Arthur James (politician) - Early Life and Career

Early Life and Career

The oldest of eight children, Arthur James was born in Plymouth, Pennsylvania, to James D. and Rachel (née Edwards) James. His parents were Welsh immigrants; his father worked as a mining foreman and his mother as a schoolteacher. As a child, he worked as a breaker boy and mule driver in the coal mines of northeastern Pennsylvania. His mother died while he was still in grammar school, and his father subsequently tutored him and his siblings.

After graduating from Plymouth High School in 1901, James studied at Dickinson Law School in Carlisle. While attending Dickinson, he was a member of the varsity basketball team and continued to work as a mule driver in Plymouth during summers. In 1904, he earned his law degree and was admitted to the bar. He entered into private practice in Plymouth, later opening another office in Wilkes-Barre. In 1912, he married Ada Norris, to whom he remained married until her early death in 1935; the couple had one daughter and one son, who died during infancy. From 1920 to 1926, he served as district attorney of Luzerne County.

In 1926, James was elected Lieutenant Governor of Pennsylvania after defeating his Democratic opponent, former state Senator W. Clayton Hackett, by 761,619 votes. After serving one term under Governor John S. Fisher, he was elected as a judge of the Superior Court of Pennsylvania, serving from 1932 to 1939.

Read more about this topic:  Arthur James (politician)

Famous quotes containing the words early, life and/or career:

    Yet, haply, in some lull of life,
    Some Truce of God which breaks its strife,
    The worldling’s eyes shall gather dew,
    Dreaming in throngful city ways
    Of winter joys his boyhood knew;
    And dear and early friends—the few
    John Greenleaf Whittier (1807–1892)

    The life of a wise man is most of all extemporaneous, for he lives out of an eternity which includes all time.
    Henry David Thoreau (1817–1862)

    The problem, thus, is not whether or not women are to combine marriage and motherhood with work or career but how they are to do so—concomitantly in a two-role continuous pattern or sequentially in a pattern involving job or career discontinuities.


Action item: A precise reproduction of every record below is needed, minus the pictures.
(Beginning of Available data)
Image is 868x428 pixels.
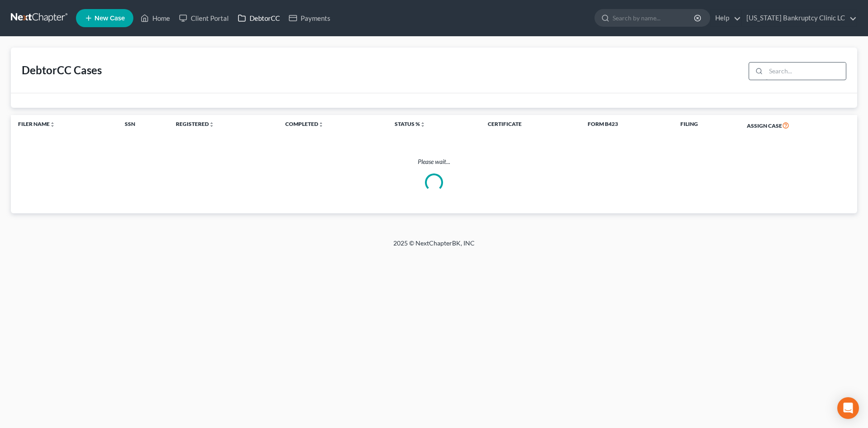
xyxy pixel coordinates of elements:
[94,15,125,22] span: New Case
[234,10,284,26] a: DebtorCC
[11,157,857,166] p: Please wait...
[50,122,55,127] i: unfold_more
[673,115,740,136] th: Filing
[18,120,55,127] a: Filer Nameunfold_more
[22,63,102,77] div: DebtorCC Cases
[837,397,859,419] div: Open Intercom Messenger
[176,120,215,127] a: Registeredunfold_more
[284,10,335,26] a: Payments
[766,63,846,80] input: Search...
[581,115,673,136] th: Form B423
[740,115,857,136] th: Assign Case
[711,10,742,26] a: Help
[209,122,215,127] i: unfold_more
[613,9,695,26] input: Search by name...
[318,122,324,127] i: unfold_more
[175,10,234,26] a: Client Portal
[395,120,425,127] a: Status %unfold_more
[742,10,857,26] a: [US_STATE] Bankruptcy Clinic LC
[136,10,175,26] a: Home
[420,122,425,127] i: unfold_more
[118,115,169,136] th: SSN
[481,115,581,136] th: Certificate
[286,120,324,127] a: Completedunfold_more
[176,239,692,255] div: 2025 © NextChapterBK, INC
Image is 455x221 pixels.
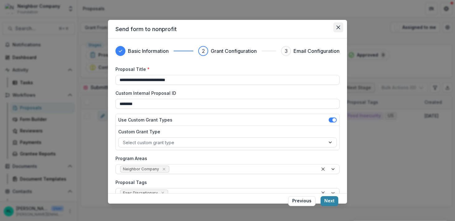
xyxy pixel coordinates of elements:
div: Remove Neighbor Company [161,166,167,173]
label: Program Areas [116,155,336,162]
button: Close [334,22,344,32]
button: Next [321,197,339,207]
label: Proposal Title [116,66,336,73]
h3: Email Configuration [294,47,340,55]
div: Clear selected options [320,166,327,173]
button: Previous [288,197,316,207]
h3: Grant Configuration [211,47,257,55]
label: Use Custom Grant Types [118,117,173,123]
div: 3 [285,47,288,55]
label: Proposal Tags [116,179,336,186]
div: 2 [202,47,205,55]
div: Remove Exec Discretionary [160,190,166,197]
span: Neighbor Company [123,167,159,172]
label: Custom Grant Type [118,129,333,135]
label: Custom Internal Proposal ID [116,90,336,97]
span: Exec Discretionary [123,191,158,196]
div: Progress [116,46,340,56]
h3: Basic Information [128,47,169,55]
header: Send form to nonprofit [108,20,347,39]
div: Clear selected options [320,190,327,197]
(End of Available data)
Output:
Image is 868x428 pixels.
xyxy pixel coordinates of elements:
[94,15,125,22] span: New Case
[234,10,284,26] a: DebtorCC
[11,157,857,166] p: Please wait...
[50,122,55,127] i: unfold_more
[673,115,740,136] th: Filing
[18,120,55,127] a: Filer Nameunfold_more
[22,63,102,77] div: DebtorCC Cases
[837,397,859,419] div: Open Intercom Messenger
[176,120,215,127] a: Registeredunfold_more
[284,10,335,26] a: Payments
[766,63,846,80] input: Search...
[581,115,673,136] th: Form B423
[740,115,857,136] th: Assign Case
[711,10,742,26] a: Help
[209,122,215,127] i: unfold_more
[613,9,695,26] input: Search by name...
[318,122,324,127] i: unfold_more
[175,10,234,26] a: Client Portal
[395,120,425,127] a: Status %unfold_more
[742,10,857,26] a: [US_STATE] Bankruptcy Clinic LC
[136,10,175,26] a: Home
[420,122,425,127] i: unfold_more
[118,115,169,136] th: SSN
[481,115,581,136] th: Certificate
[286,120,324,127] a: Completedunfold_more
[176,239,692,255] div: 2025 © NextChapterBK, INC
Image is 455x221 pixels.
xyxy pixel coordinates of elements:
div: Remove Neighbor Company [161,166,167,173]
label: Program Areas [116,155,336,162]
button: Close [334,22,344,32]
button: Next [321,197,339,207]
label: Proposal Title [116,66,336,73]
h3: Email Configuration [294,47,340,55]
div: Clear selected options [320,166,327,173]
button: Previous [288,197,316,207]
h3: Grant Configuration [211,47,257,55]
label: Use Custom Grant Types [118,117,173,123]
div: 3 [285,47,288,55]
label: Proposal Tags [116,179,336,186]
div: 2 [202,47,205,55]
div: Remove Exec Discretionary [160,190,166,197]
span: Neighbor Company [123,167,159,172]
label: Custom Grant Type [118,129,333,135]
label: Custom Internal Proposal ID [116,90,336,97]
span: Exec Discretionary [123,191,158,196]
div: Progress [116,46,340,56]
h3: Basic Information [128,47,169,55]
header: Send form to nonprofit [108,20,347,39]
div: Clear selected options [320,190,327,197]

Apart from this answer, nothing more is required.